Why I Support Firing Squads

Ronnie Lee Gardner was executed at approximately 12:05 AM at the Utah State Correctional Facility. More than other death penalty cases, this one stirred strong emotion because it was carried out by firing squad.
This post was published on the now-closed HuffPost Contributor platform. Contributors control their own work and posted freely to our site. If you need to flag this entry as abusive, send us an email.

Ronnie Lee Gardner was executed at approximately 12:05 AM at the Utah State Correctional Facility in Draper, Utah. And even more than other death penalty cases, this one stirred strong emotion because it was carried out by firing squad. At Mr. Gardner's request, he was strapped to a chair and shot by a team of five executioners, four of whose rifles contained live ammunition.

While I'm opposed to the death penalty, once the citizens of a state have agreed to permit it, I am entirely supportive of implementing it by firing squad. In fact, as long as it is limited to cases in which the convicted felon elects that method, I think it's actually a good way to go.

How can someone opposed to the death penalty make such a claim? While done with a heavy heart, it's a matter of honesty and clarity about the brutality of taking another human being's life, even if that person "deserves" it.

If citizens really long for the death of another human being, then let it be as messy and horrible as taking a life really is. And if doing so bothers us, perhaps we shouldn't be executing the person at all!

We have used technology to avoid the ugliness of execution for a very long time. First it was the electric chair which was supposed to be "more efficient" than hanging. Now we send in teams of people dressed in white coats who in a macabre parody of hospital procedure, strap someone to a gurney, hook up an IV and let the "drugs" do their job. If that isn't twisted, I don't know what is.

Of course, with each new technological advance in execution, we are told that it is a matter of mercy, of trying to make things as humane as possible. And while I appreciate that mitigating the victim' suffering is certainly part of the calculation, it's only a part. After all, they end up dead either way.

It's hard to escape the conclusion that the mercy sought is as much for those doing the killing as it is for the victim.
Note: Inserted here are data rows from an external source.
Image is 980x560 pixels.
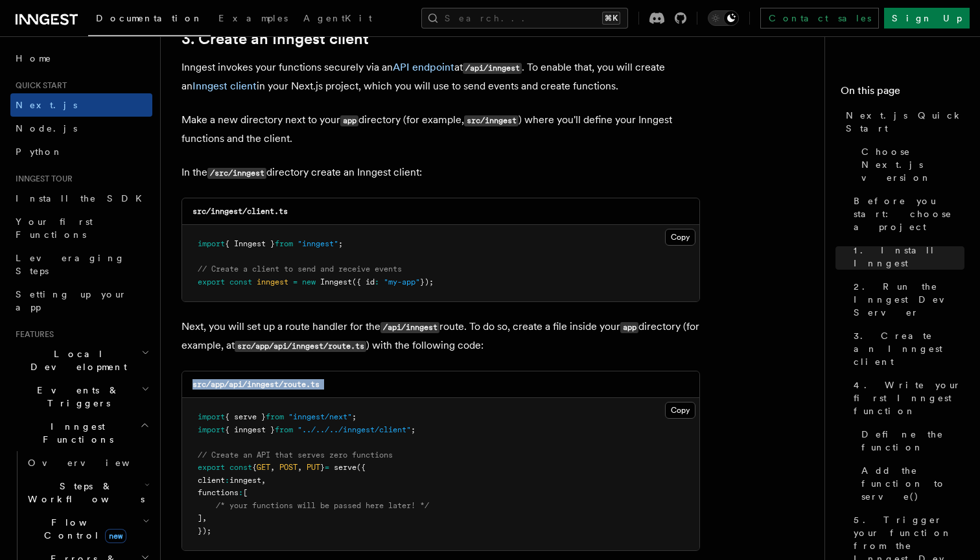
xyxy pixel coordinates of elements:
[11,420,140,446] span: Inngest Functions
[306,463,320,472] span: PUT
[198,463,225,472] span: export
[198,476,225,485] span: client
[182,30,369,48] a: 3. Create an Inngest client
[23,511,152,547] button: Flow Controlnew
[854,244,965,270] span: 1. Install Inngest
[229,476,261,485] span: inngest
[182,111,700,148] p: Make a new directory next to your directory (for example, ) where you'll define your Inngest func...
[11,80,66,91] span: Quick start
[15,147,63,157] span: Python
[182,318,700,355] p: Next, you will set up a route handler for the route. To do so, create a file inside your director...
[96,13,203,24] span: Documentation
[216,501,429,510] span: /* your functions will be passed here later! */
[11,47,152,70] a: Home
[11,379,152,415] button: Events & Triggers
[856,422,965,459] a: Define the function
[357,463,366,472] span: ({
[198,264,402,274] span: // Create a client to send and receive events
[105,529,127,543] span: new
[603,11,620,24] kbd: ⌘K
[261,476,266,485] span: ,
[846,109,965,135] span: Next.js Quick Start
[841,104,965,140] a: Next.js Quick Start
[15,100,77,110] span: Next.js
[708,11,739,26] button: Toggle dark mode
[320,463,325,472] span: }
[854,379,965,418] span: 4. Write your first Inngest function
[393,61,454,73] a: API endpoint
[15,123,77,134] span: Node.js
[225,476,229,485] span: :
[280,463,298,472] span: POST
[257,277,289,286] span: inngest
[198,488,238,497] span: functions
[225,239,275,248] span: { Inngest }
[11,93,152,117] a: Next.js
[856,459,965,508] a: Add the function to serve()
[761,8,879,28] a: Contact sales
[302,277,315,286] span: new
[341,115,358,127] code: app
[411,426,416,435] span: ;
[225,426,275,435] span: { inngest }
[620,322,639,333] code: app
[862,145,965,184] span: Choose Next.js version
[252,463,257,472] span: {
[420,277,434,286] span: });
[238,488,243,497] span: :
[849,275,965,324] a: 2. Run the Inngest Dev Server
[15,253,125,277] span: Leveraging Steps
[862,465,965,503] span: Add the function to serve()
[464,115,519,127] code: src/inngest
[841,83,965,104] h4: On this page
[463,63,522,74] code: /api/inngest
[198,526,212,536] span: });
[266,413,284,422] span: from
[198,413,225,422] span: import
[383,277,420,286] span: "my-app"
[289,413,352,422] span: "inngest/next"
[334,463,357,472] span: serve
[11,348,141,374] span: Local Development
[198,426,225,435] span: import
[23,516,143,542] span: Flow Control
[854,280,965,319] span: 2. Run the Inngest Dev Server
[234,341,367,352] code: src/app/api/inngest/route.ts
[854,329,965,368] span: 3. Create an Inngest client
[11,210,152,247] a: Your first Functions
[202,513,207,523] span: ,
[229,277,252,286] span: const
[192,207,288,216] code: src/inngest/client.ts
[11,329,53,340] span: Features
[293,277,298,286] span: =
[15,290,127,312] span: Setting up your app
[270,463,275,472] span: ,
[23,474,152,511] button: Steps & Workflows
[208,168,267,179] code: /src/inngest
[275,239,293,248] span: from
[11,342,152,379] button: Local Development
[11,140,152,163] a: Python
[856,140,965,189] a: Choose Next.js version
[298,463,302,472] span: ,
[11,384,141,409] span: Events & Triggers
[11,283,152,319] a: Setting up your app
[375,277,380,286] span: :
[11,247,152,283] a: Leveraging Steps
[11,173,73,184] span: Inngest tour
[303,13,372,24] span: AgentKit
[218,13,288,24] span: Examples
[23,452,152,474] a: Overview
[422,8,628,28] button: Search...⌘K
[23,480,144,506] span: Steps & Workflows
[243,488,247,497] span: [
[225,413,266,422] span: { serve }
[11,186,152,210] a: Install the SDK
[380,322,439,333] code: /api/inngest
[849,189,965,238] a: Before you start: choose a project
[298,426,411,435] span: "../../../inngest/client"
[211,4,296,35] a: Examples
[11,117,152,140] a: Node.js
[182,58,700,95] p: Inngest invokes your functions securely via an at . To enable that, you will create an in your Ne...
[182,163,700,183] p: In the directory create an Inngest client:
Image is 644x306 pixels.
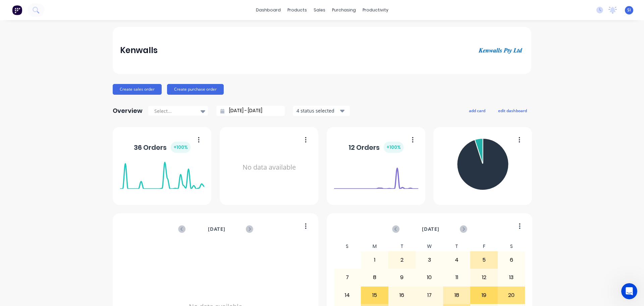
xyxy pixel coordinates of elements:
div: 18 [443,287,470,303]
button: Create purchase order [167,84,224,95]
div: 14 [334,287,361,303]
span: [DATE] [208,225,226,232]
button: add card [464,106,490,115]
div: S [334,241,361,251]
div: 10 [416,269,443,286]
div: 19 [471,287,498,303]
div: 7 [334,269,361,286]
div: + 100 % [384,142,404,153]
div: 3 [416,252,443,268]
button: 4 status selected [293,106,350,116]
button: Create sales order [112,84,161,95]
div: Overview [112,104,143,117]
div: 6 [498,252,525,268]
div: + 100 % [170,142,191,153]
div: 1 [361,252,388,268]
div: 17 [416,287,443,303]
div: M [361,241,389,251]
div: 12 Orders [348,142,404,153]
div: Kenwalls [120,43,158,57]
div: W [416,241,443,251]
div: 5 [471,252,498,268]
button: edit dashboard [494,106,532,115]
div: 4 status selected [297,107,339,114]
img: Kenwalls [477,46,524,54]
div: products [284,5,310,15]
div: T [389,241,416,251]
div: 12 [471,269,498,286]
div: purchasing [329,5,359,15]
div: 20 [498,287,525,303]
div: No data available [227,135,311,199]
img: Factory [12,5,22,15]
div: 15 [361,287,388,303]
div: F [470,241,498,251]
a: dashboard [252,5,284,15]
iframe: Intercom live chat [621,283,638,299]
div: 13 [498,269,525,286]
div: 36 Orders [134,142,191,153]
div: 9 [389,269,416,286]
div: 4 [443,252,470,268]
div: T [443,241,471,251]
div: S [498,241,525,251]
span: SI [627,7,631,13]
div: sales [310,5,329,15]
div: 16 [389,287,416,303]
span: [DATE] [422,225,439,232]
div: productivity [359,5,392,15]
div: 11 [443,269,470,286]
div: 2 [389,252,416,268]
div: 8 [361,269,388,286]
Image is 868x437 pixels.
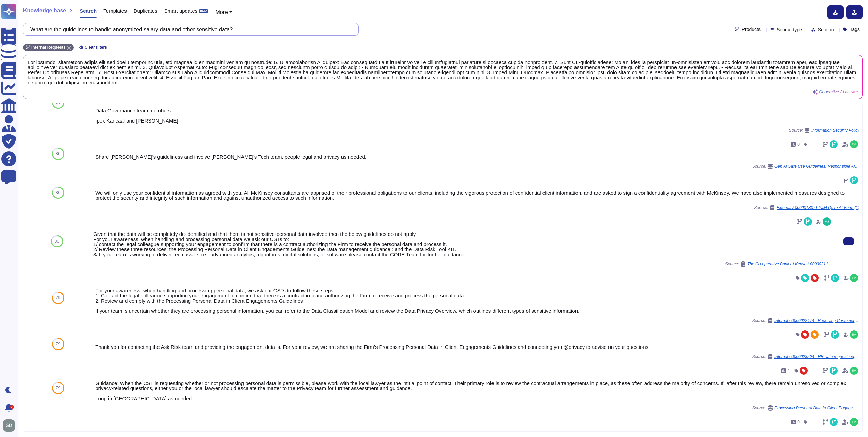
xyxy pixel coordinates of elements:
div: Let me loop in our Data Governance team which can best the questions related to our Firm Data Cla... [95,87,860,123]
span: 79 [56,295,60,300]
div: 9+ [10,405,14,409]
span: Duplicates [133,8,158,14]
span: Generative AI answer [819,90,858,94]
div: Given that the data will be completely de-identified and that there is not sensitive-personal dat... [93,231,832,257]
span: 79 [56,342,60,346]
span: Source: [752,405,860,411]
span: Templates [104,8,126,14]
span: Source: [753,204,860,210]
span: 79 [56,385,60,389]
button: user [2,417,20,433]
span: Search [80,8,97,14]
span: Source: [752,354,860,359]
span: Source: [725,261,832,266]
span: Knowledge base [23,8,66,14]
span: 0 [797,142,799,146]
span: Internal Requests [31,45,65,49]
span: Processing Personal Data in Client Engagements Guidelines [774,406,860,410]
span: 80 [55,239,59,244]
span: 80 [56,190,60,194]
span: Lor ipsumdol sitametcon adipis elit sed doeiu temporinc utla, etd magnaaliq enimadmini veniam qu ... [27,59,858,85]
span: Gen AI Safe Use Guidelines, Responsible AI Standard, Data Protection and Privacy Policy [774,165,860,168]
img: user [822,217,831,226]
input: Search a question or template... [27,24,351,36]
div: For your awareness, when handling and processing personal data, we ask our CSTs to follow these s... [95,288,860,313]
span: 1 [787,368,790,373]
span: Tags [849,27,860,31]
img: user [849,140,858,148]
span: Information Security Policy [811,128,860,132]
span: 80 [56,152,60,156]
span: Source type [776,27,802,32]
span: More [216,9,227,15]
span: Source: [752,164,860,169]
button: More [216,8,232,16]
span: Products [742,27,760,31]
span: Section [818,27,834,32]
img: user [849,367,858,374]
span: Clear filters [85,45,107,49]
span: External / 0000018071 PJM Qs re AI Form (1) [776,205,860,210]
img: user [849,274,858,282]
div: Share [PERSON_NAME]'s guideliness and involve [PERSON_NAME]'s Tech team, people legal and privacy... [95,154,860,160]
div: Thank you for contacting the Ask Risk team and providing the engagement details. For your review,... [95,345,860,350]
span: Internal / 0000023224 - HR data request inquiry [774,355,860,358]
span: Source: [789,127,860,133]
div: BETA [199,8,209,13]
span: Smart updates [165,8,198,14]
div: Guidance: When the CST is requesting whether or not processing personal data is permissible, plea... [95,380,860,401]
span: The Co-operative Bank of Kenya / 0000021182 - Coop - PII guidance [747,262,832,266]
div: We will only use your confidential information as agreed with you. All McKinsey consultants are a... [95,190,860,200]
span: 0 [797,419,799,423]
span: Source: [752,317,860,323]
img: user [849,417,858,426]
span: Internal / 0000022474 - Receiving Customer and Employee Data [774,318,860,322]
img: user [3,419,15,431]
img: user [849,330,858,339]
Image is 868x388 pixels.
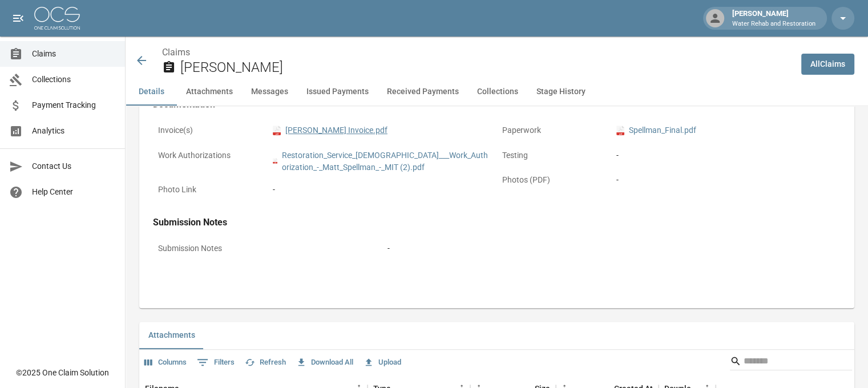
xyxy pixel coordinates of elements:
button: Attachments [177,78,242,106]
span: Help Center [32,186,116,198]
a: AllClaims [801,54,855,75]
button: Details [126,78,177,106]
p: Work Authorizations [153,144,268,167]
h4: Submission Notes [153,217,841,229]
button: Collections [468,78,527,106]
div: Search [730,353,852,373]
span: Payment Tracking [32,100,116,111]
p: Invoice(s) [153,119,268,142]
div: - [273,184,492,196]
button: open drawer [7,7,30,30]
button: Messages [242,78,297,106]
span: Collections [32,74,116,86]
p: Photo Link [153,178,268,201]
span: Contact Us [32,161,116,172]
div: - [616,174,836,186]
div: © 2025 One Claim Solution [16,367,109,379]
h2: [PERSON_NAME] [180,59,792,76]
span: Analytics [32,125,116,137]
div: - [387,243,836,255]
p: Water Rehab and Restoration [732,20,815,29]
p: Paperwork [497,119,612,142]
button: Attachments [139,322,205,350]
button: Stage History [527,78,595,106]
button: Show filters [194,353,238,372]
div: anchor tabs [126,78,868,106]
button: Received Payments [378,78,468,106]
a: pdfRestoration_Service_[DEMOGRAPHIC_DATA]___Work_Authorization_-_Matt_Spellman_-_MIT (2).pdf [273,150,492,174]
button: Upload [361,354,404,372]
a: pdfSpellman_Final.pdf [616,125,696,136]
p: Submission Notes [153,238,382,260]
img: ocs-logo-white-transparent.png [34,7,80,30]
span: Claims [32,48,116,60]
button: Select columns [142,354,189,372]
div: related-list tabs [139,322,855,350]
button: Refresh [242,354,289,372]
a: pdf[PERSON_NAME] Invoice.pdf [273,125,387,136]
nav: breadcrumb [162,46,792,59]
div: [PERSON_NAME] [728,8,820,29]
button: Issued Payments [297,78,378,106]
p: Testing [497,144,612,167]
div: - [616,150,836,161]
p: Photos (PDF) [497,169,612,191]
a: Claims [162,47,190,57]
button: Download All [293,354,356,372]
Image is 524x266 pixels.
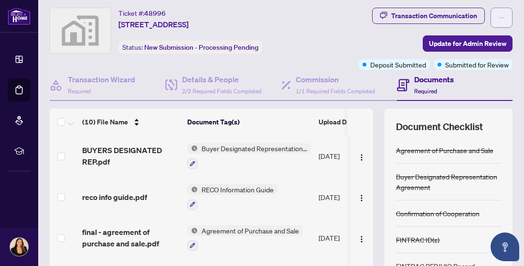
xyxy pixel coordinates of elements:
td: [DATE] [315,218,380,259]
td: [DATE] [315,176,380,218]
h4: Documents [414,74,454,85]
span: Required [68,87,91,95]
button: Status IconRECO Information Guide [187,184,278,210]
button: Logo [354,230,370,245]
button: Update for Admin Review [423,35,513,52]
span: [STREET_ADDRESS] [119,19,189,30]
img: Status Icon [187,184,198,195]
span: ellipsis [499,14,505,21]
span: 48996 [144,9,166,18]
img: Logo [358,235,366,243]
span: (10) File Name [82,117,128,127]
img: Logo [358,153,366,161]
span: New Submission - Processing Pending [144,43,259,52]
button: Logo [354,189,370,205]
span: BUYERS DESIGNATED REP.pdf [82,144,180,167]
span: 2/2 Required Fields Completed [182,87,262,95]
span: Buyer Designated Representation Agreement [198,143,311,153]
div: Status: [119,41,262,54]
button: Status IconBuyer Designated Representation Agreement [187,143,311,169]
span: Document Checklist [396,120,483,133]
span: Submitted for Review [446,59,509,70]
span: reco info guide.pdf [82,191,147,203]
button: Status IconAgreement of Purchase and Sale [187,225,303,251]
img: Status Icon [187,143,198,153]
span: Update for Admin Review [429,36,507,51]
img: Status Icon [187,225,198,236]
img: Profile Icon [10,238,28,256]
span: 1/1 Required Fields Completed [296,87,375,95]
div: Ticket #: [119,8,166,19]
div: Buyer Designated Representation Agreement [396,171,501,192]
span: Deposit Submitted [371,59,426,70]
span: final - agreement of purchase and sale.pdf [82,226,180,249]
h4: Transaction Wizard [68,74,135,85]
button: Transaction Communication [372,8,485,24]
div: Confirmation of Cooperation [396,208,480,218]
td: [DATE] [315,135,380,176]
button: Open asap [491,232,520,261]
span: Upload Date [319,117,357,127]
span: Required [414,87,437,95]
img: Logo [358,194,366,202]
div: FINTRAC ID(s) [396,234,440,245]
span: Agreement of Purchase and Sale [198,225,303,236]
th: Upload Date [315,109,380,135]
span: RECO Information Guide [198,184,278,195]
h4: Commission [296,74,375,85]
th: Document Tag(s) [184,109,315,135]
div: Agreement of Purchase and Sale [396,145,494,155]
img: svg%3e [50,8,110,53]
h4: Details & People [182,74,262,85]
div: Transaction Communication [392,8,478,23]
th: (10) File Name [78,109,184,135]
img: logo [8,7,31,25]
button: Logo [354,148,370,164]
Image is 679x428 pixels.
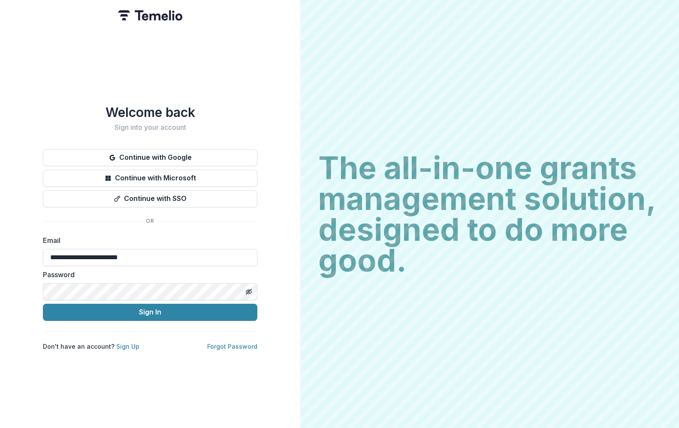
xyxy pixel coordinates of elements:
button: Toggle password visibility [242,285,256,299]
a: Forgot Password [207,343,257,350]
h2: Sign into your account [43,123,257,132]
label: Email [43,235,252,246]
img: Temelio [118,10,182,21]
button: Sign In [43,304,257,321]
button: Continue with Google [43,149,257,166]
h1: Welcome back [43,105,257,120]
button: Continue with SSO [43,190,257,208]
a: Sign Up [116,343,139,350]
button: Continue with Microsoft [43,170,257,187]
label: Password [43,270,252,280]
p: Don't have an account? [43,342,139,351]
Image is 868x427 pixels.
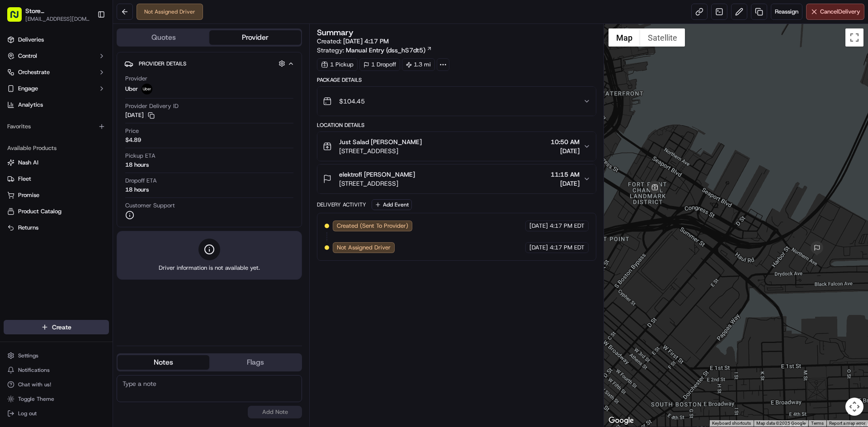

Even in the case of the firing squad, one shooter gets a blank and none of them knows which one that is. Why? Because the executioners need some distance from, and doubt about, what they are doing.

Creating that distance may well perpetuate the practice of imposing the death penalty. I support firing squads because of the personal responsibility they impose on those who execute, and because the full awareness of the horror of taking another life may actually lead to fewer executions.

I oppose the death penalty on both humanitarian and spiritual grounds. While I appreciate that there may be crimes for which people deserve to die (i.e., acts so heinous that we cannot imagine any other legitimate response), actually taking their life is something else altogether.

From a legal/humanitarian perspective, execution demands that we ignore the possibility of human error, and the general principle which holds that we would rather see ten guilty people go free than one innocent person punished. If we cannot uphold that commitment, our entire legal system is at risk.

From a spiritual perspective, implementing the death penalty precludes any measure of mercy to balance whatever concept of justice might justify executing a criminal. And just as any system of mercy which ignores the demands of justice is not truly merciful; any system of justice which leaves no room for mercy is no system of justice at all.

From a Jewish perspective, while the Hebrew Bible is filled with transgressions for which death is the prescribed penalty, there is only one instance in the Five Books of Moses in which someone is executed by the court. In fact, later rabbinic tradition teaches that if the death penalty is imposed once in 70 years, that's called a terrorist court. While having the death penalty on the books as a statement may have some merit, imposing it seems not to.

I appreciate the urge to execute villains -- even the theoretical arguments which justify it, just not the wisdom or decency of actually doing it. Perhaps shooting Ronnie Lee Gardner will wake us up to that distinction. Perhaps his will be the last execution.